Article by John Taft | Featured on Inc.com
Individual and corporate savers: It’s time to pay more attention to where you invest your cash.
The Federal Reserve Bank’s decision yesterday to raise interest rates this week, for the third time in the last 15 months, is good news for savers tired of earning next to nothing on their cash balances. But getting the return you deserve will require extra work.
When it comes to deposits and savings accounts, financial institutions are well known for responding slowly to rising interest rates. When the Fed is lowering the Fed Funds rate, banks and brokerage firms and money market funds are quick to do the same, often in lockstep with the central bank — basis point for basis point. By when the tightening cycle begins (as now appears to be the case), rates paid to investors tend to be “sticky” — an industry term of art meaning “slow to go up.”
What once went down will eventually go up… just not as fast.
Ever since the financial crisis, corporations and individuals with cash to invest have been getting paid anywhere from .01% (virtually nothing) to .50%, even though inflation has been running 1.5% to 2.0% a year. This state of affairs — negative real rates of return on cash for extended periods of time — is known as “financial repression.” Essentially, it means that central banks have been supporting the economy on the backs of short-term savers.
But financial institutions also find it hard to make money when interest rates are low. That’s because the spread between what they pay for cash deposits and what they get paid on loans, known as the “net interest income,” gets compressed.
That’s true for bank and it’s true for brokerage and wealth management firms and it’s true for money market funds.
Rising interest rates present a long-awaited opportunity for financial institutions to increase spread income. How? By raising rates more slowly than the Fed.
What that means is that there is likely to be a wider dispersion between the rates different institutions pay on cash in a rising rate environment than there has been for many years. Investors who pay attention will be rewarded.
Safety First… But Comparison Shop
The first rule of investing cash is always: safety of principal. The second rule is: read the first rule. But the third rule is: comparison shop. Even across instruments of similar quality, opportunities exist to pick up additional yield.
Insured Certificates of Deposit
The biggest differentials tend to exist at financial institutions that set the rates they pay for cash. “FDIC-insured certificates of deposit (issued by banks) are a no-brainer,” one cash manager told me. Go online to a search engine like Bankrate.com and screen the 5 to 10 cheapest (highest paying) CDs out there. Today, three-month federally-insured CDs pay up to .85%. (Just don’t put more than $250,000 in any single name, since that’s the most the FDIC will insure per bank per taxpayer.)
Bank Deposit Brokerage Accounts
Wealth management firms, including brokerage firms, often offer access to insured deposits through “bank deposit accounts,” where they sweep customer cash in $250,000 chunks into one or more affiliated or third-party banks. These programs offer two benefits: First, it’s sometimes possible to get FDIC-insurance coverage up to $1.5 million in cash through a single portal… which certainly has convenience value. Second, these programs tend to pay more for cash deposits of over $1 million than they do for small deposits.
Money Market Funds
Size is also something that can be leveraged at money market funds, where having more than $1 million can get you access to institutional share classes. Today, institutional funds can pay .25% or more in yield than do retail funds used by individual savers. Stick with so called “prime funds.” They’re highly regulated, highly liquid and highly diversified thanks to new rules put into place after the financial crisis, and will generally track Fed Funds rate increases more quickly than will all-government money market funds.
Individual Securities
If you feel you’re savvy enough to invest in individual securities in the open market, opportunities currently exist in notes issued by state and local governments. Right now they’re paying about as much as US government and agency notes — the benefit being you don’t have to pay federal (and in some cases state) income taxes on the interest.
Also, don’t be afraid to extend maturities out to as much as a year — as long as you don’t anticipate using the money for a while. The difference between securities maturing in 30 days and securities maturing in a year is as much as .50%. Professionals call this “playing the roll” or “rolling down the yield curve.” A one-year note gets shorter with each passing day. Six months from now it will be a six-month note. Nine months from now it will be a three-month note. The shorter the maturity, the less price risk there is. Which means the passage of time insures you against interest rate increases, while in the meantime you’re getting rewarded with a higher return.
Cash has been a dead asset for most investors for the last seven years. But with the latest rate increase by the Fed, that’s about to change. Good news for those investors willing to invest a little more time managing their cash.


### AIM OF THE EXERCISE
Copy the listing in full and exactly, omitting its images.

### STORED DATA
══════════════════════════════
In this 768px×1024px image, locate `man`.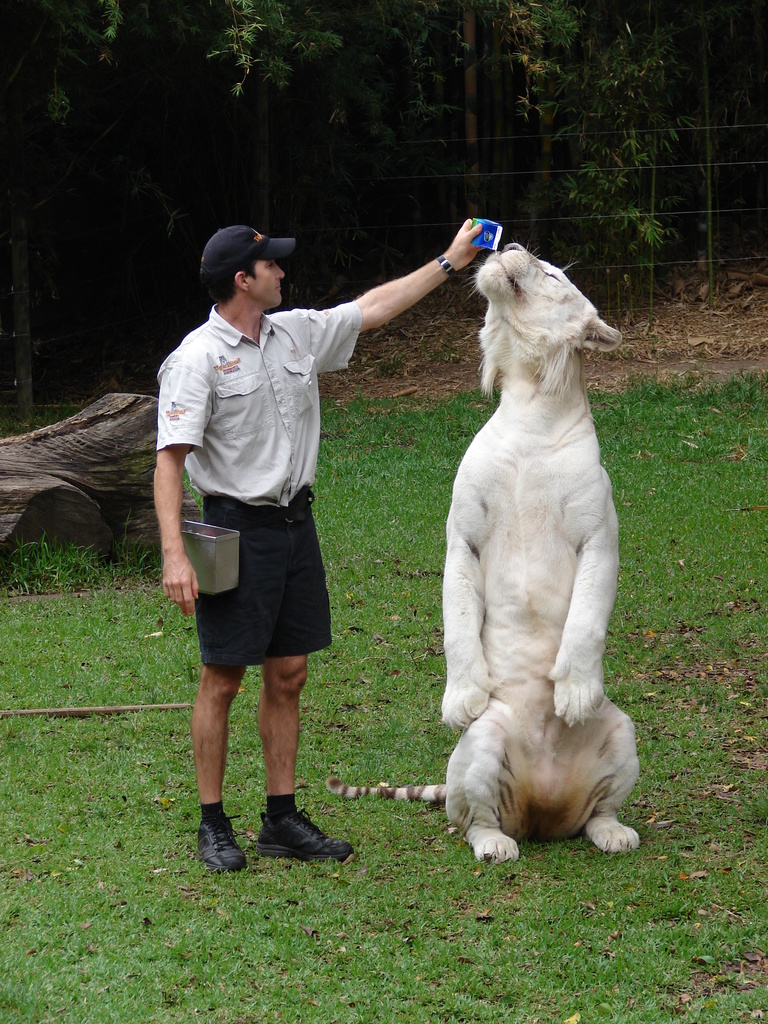
Bounding box: l=188, t=180, r=463, b=843.
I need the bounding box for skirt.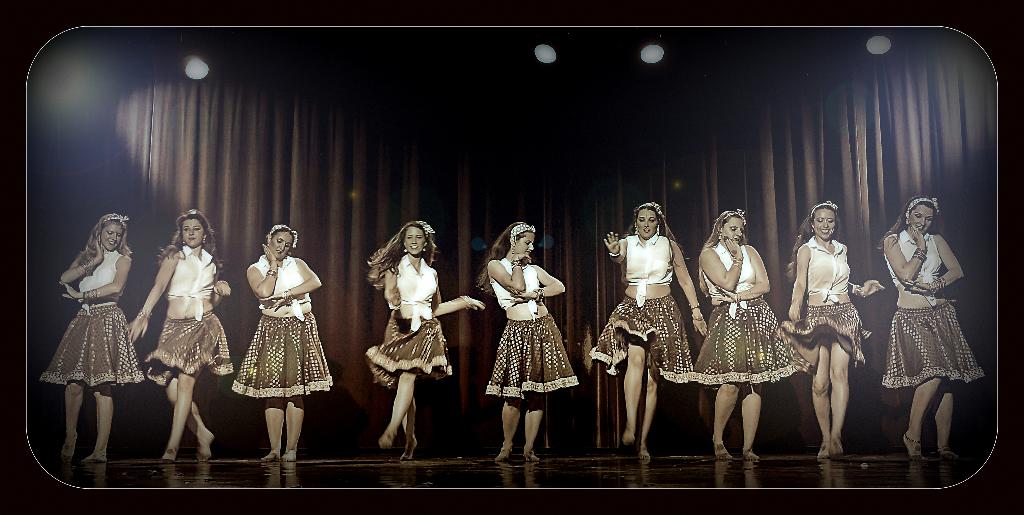
Here it is: bbox=(141, 306, 232, 383).
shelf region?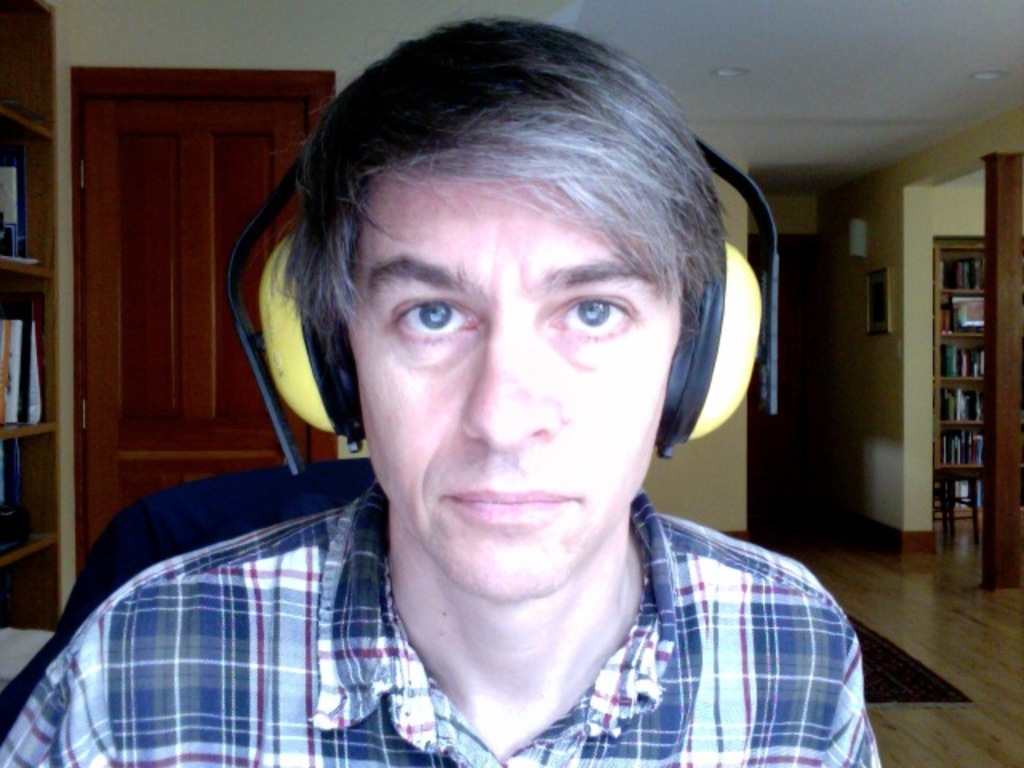
l=0, t=0, r=80, b=640
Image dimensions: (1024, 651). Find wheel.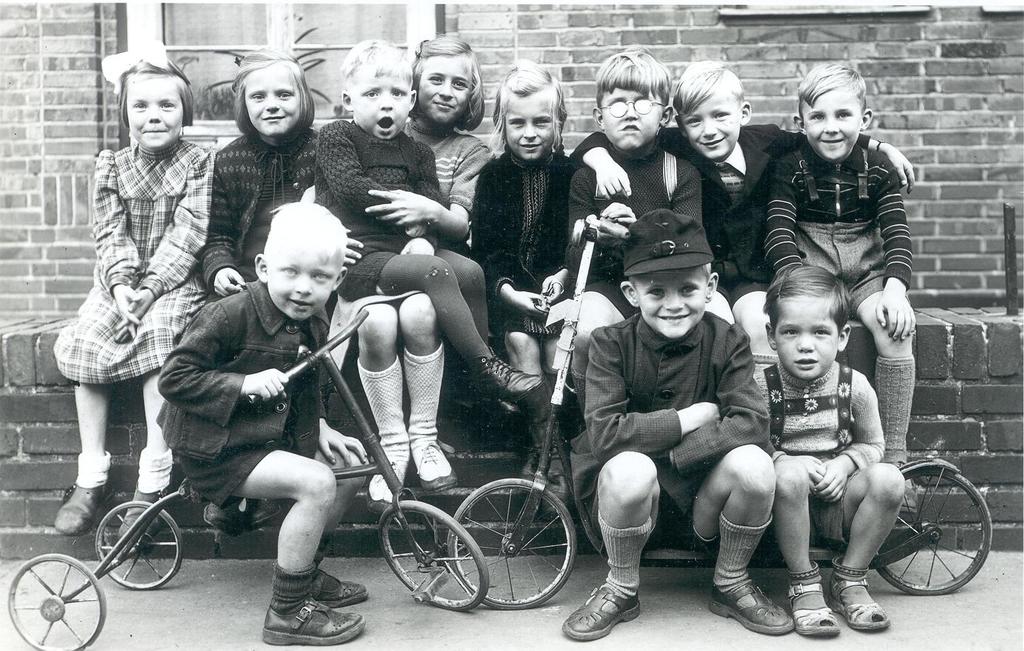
══════════════════════════════
### TASK SOLUTION
In this 768px×1024px image, locate `man`.
Bounding box: l=188, t=180, r=463, b=843.
I need the bounding box for skirt.
Here it is: bbox=(141, 306, 232, 383).
shelf region?
l=0, t=0, r=80, b=640
Image dimensions: (1024, 651). Find wheel.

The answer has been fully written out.